10. Faded Floors and Furniture — Mild
Clear single-pane glass passes most UV. Low-E coatings block the majority of it. This sign alone never justifies replacement — window film ($50–$150 per window) does the job — but it adds weight when combined with other failures.
What Does Condensation Location Tell You?
Where the moisture sits is the entire diagnosis:
| Where Is the Moisture? | What It Means | Severity | What to Do |
|---|---|---|---|
| Outside surface (mornings) | Glass is colder than humid outdoor air — the window is insulating well | None | Nothing; it’s normal |
| Inside surface (winter) | High indoor humidity meeting cold glass | Low | Run exhaust fans, dehumidify; storm panel if persistent |
| Between the panes | Failed IGU seal — insulating gas gone | Moderate | Replace glass unit ($200–$600), not the whole window |
| On frames, with staining or mold | Chronic moisture, possible leaks or thermal bridging | High | Inspect for rot and leaks; likely replacement |
Salespeople routinely point at interior winter condensation as proof you need new windows. It usually proves your house is humid, not that your windows failed — and new windows can show the same condensation.
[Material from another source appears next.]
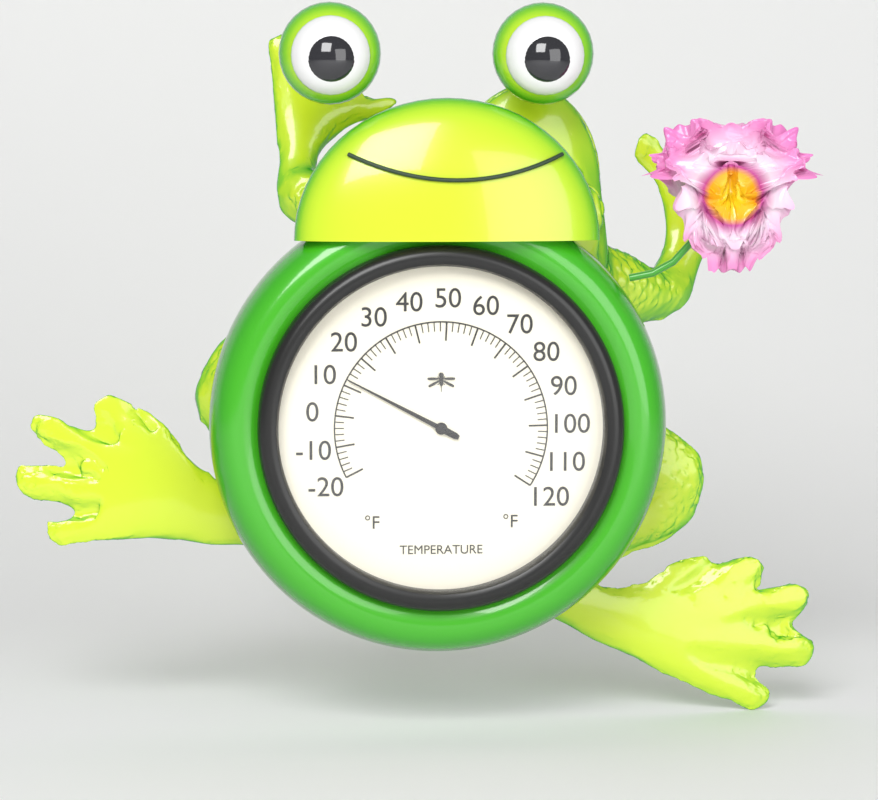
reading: 12 °F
Which Signs Are Real and Which Are Sales Tactics?
In-home window sales is a high-pressure business — multi-hour presentations, “today-only” discounts, and quotes that mysteriously drop 40% when you hesitate. Keep these straight:
- Real replacement triggers: rot beyond patching, recurring water intrusion, warped frames, seal failures across many windows, single-pane windows that are also failing physically.
- Repair-level issues often pitched as replacement: one foggy pane, sticking sashes, broken balances or hardware, drafts fixable with weatherstripping, interior condensation.
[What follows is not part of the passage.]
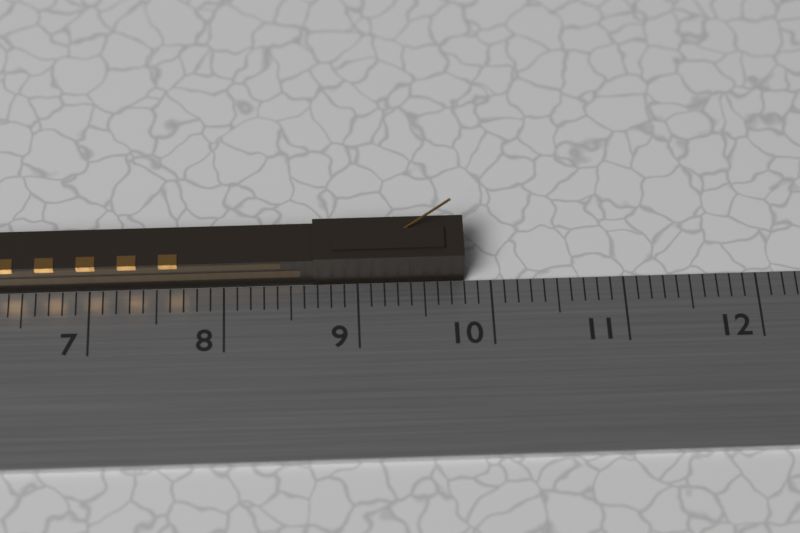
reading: 9.8 cm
- Pressure tactics to walk away from: prices only valid “tonight,” refusal to leave a written quote, claims that windows will “pay for themselves” in a few years (see the actual payback math), and unverifiable “energy audits.”
Get three written quotes, compare NFRC-rated performance numbers rather than brand claims, confirm ENERGY STAR certification for your climate zone, and verify the contractor’s license before signing anything.
What Should You Do Next?
- Walk the house and score each window against the 10 signs — most homes have a mix, not uniform failure.
- Run the probe test on every wood sill.
- Decide repair vs. replace per window using window repair or replace and how long windows last.
- Price the replacements with the window replacement cost guide and check the federal tax credit.
- Vet installers — see how to find a window installer near you.
Frequently Asked Questions
What are the signs I need new windows? The decisive ones are rotting or soft frames, recurring water leaks, warped frames, and seal failures across many windows. Drafts, sticking, single foggy panes, and noise often have repair-level fixes first.
Does condensation mean I need a new window? Only if it’s between the panes — and even then you may only need the glass unit replaced ($200–$600). Exterior condensation is normal; interior condensation means high indoor humidity, not window failure.
How do I test a window frame for rot? Press a screwdriver into the sill and lower corners. Solid wood resists; rotted wood lets the tip sink in easily. Small soft spots can be epoxy-repaired; widespread softness means replacement.
Should I repair or replace my windows? Repair isolated problems — a cracked pane, one failed seal, a broken balance. Replace when rot, leaks, or failures affect the frame or span many windows. See window repair or replace.
Are window salespeople exaggerating when they say I need all new windows? Sometimes. Interior condensation, single foggy panes, and sticking sashes are commonly oversold as whole-house replacement triggers. Get three written quotes and compare NFRC numbers before deciding.
Last updated: June 11, 2026. For informational purposes only. Energy-use and replacement guidance from the U.S. Department of Energy; certification criteria from ENERGY STAR; window performance ratings from the NFRC. Cost ranges are national averages — local prices vary.